Recorded information:
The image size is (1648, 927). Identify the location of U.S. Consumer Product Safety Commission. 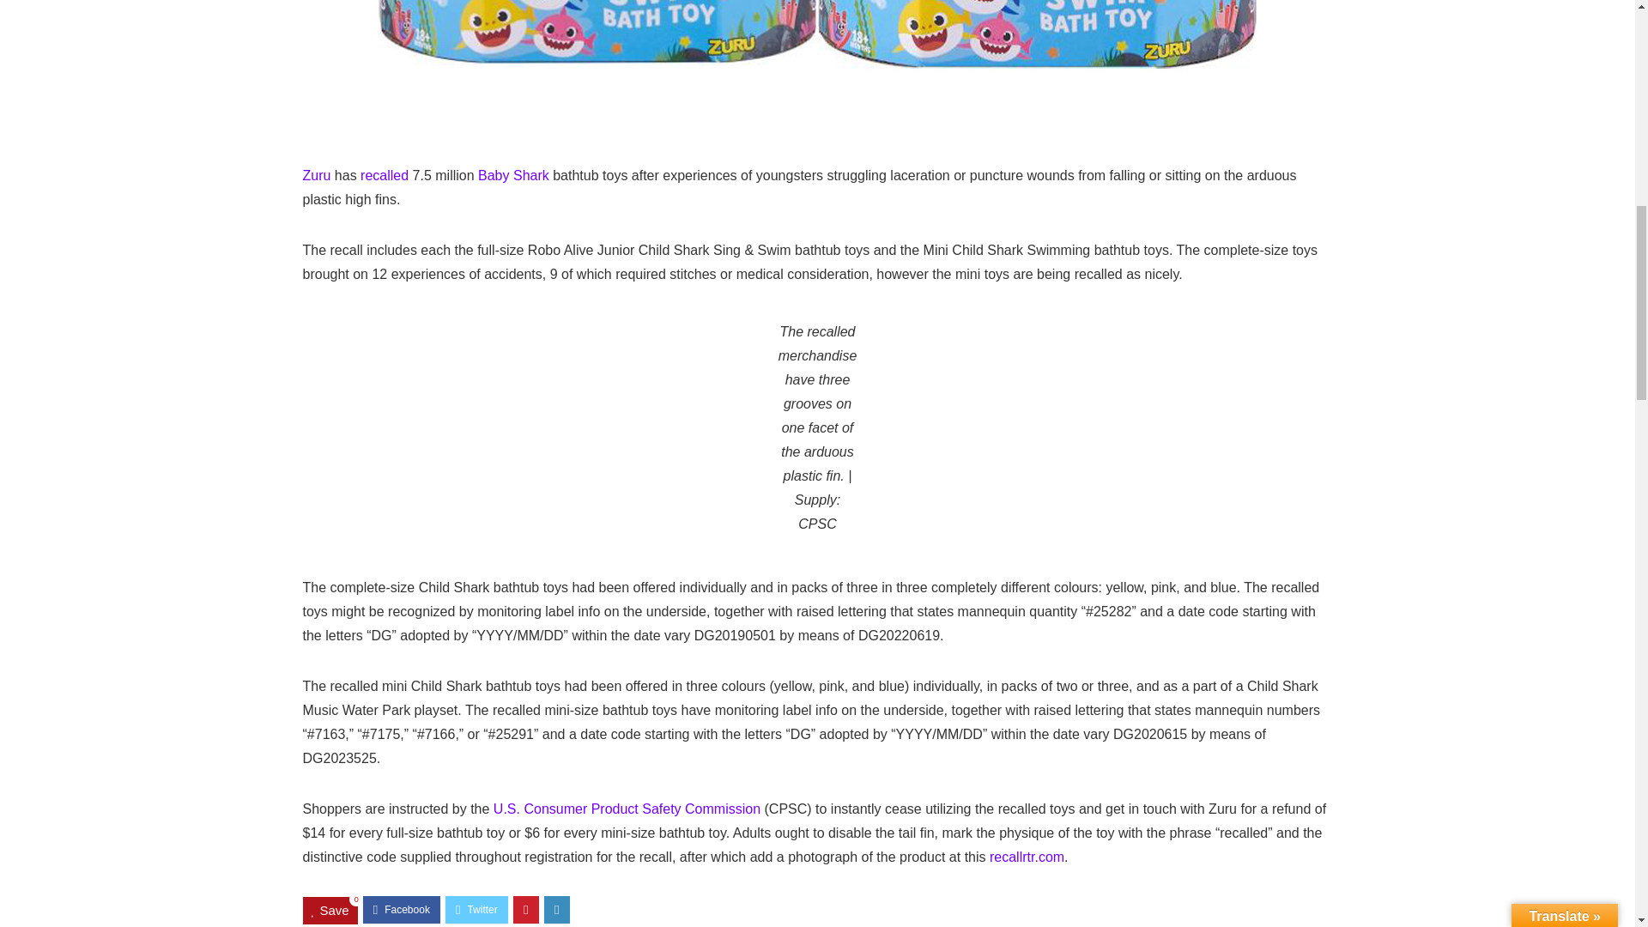
(627, 808).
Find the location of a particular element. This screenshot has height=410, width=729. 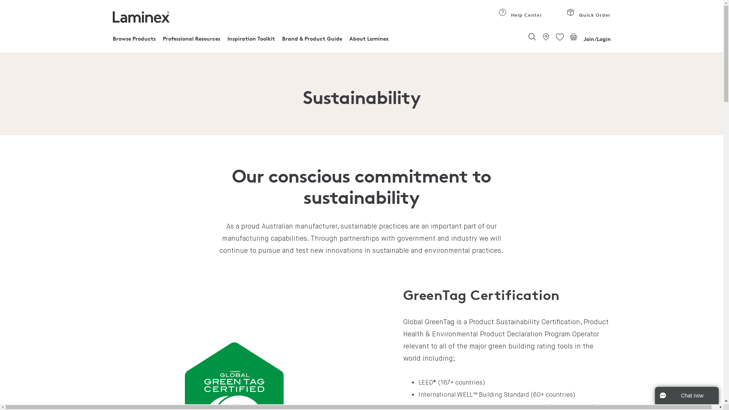

Quick Order is located at coordinates (589, 17).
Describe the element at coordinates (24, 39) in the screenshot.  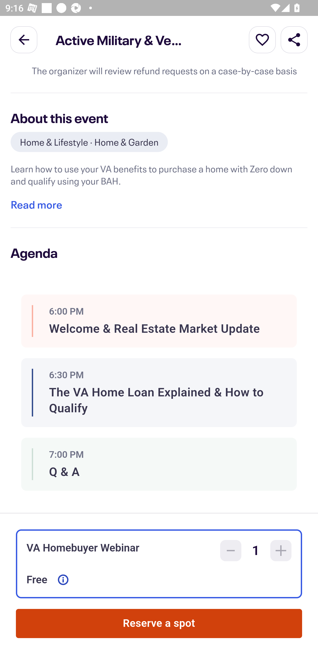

What needs to be done: Every line from the one containing "Find the location" through the final line of the records above is to be written out exactly; nothing else, and no pictures.

Response box:
Find the location of a particular element. This screenshot has height=410, width=729. 

Quick Order is located at coordinates (589, 17).
Describe the element at coordinates (24, 39) in the screenshot.  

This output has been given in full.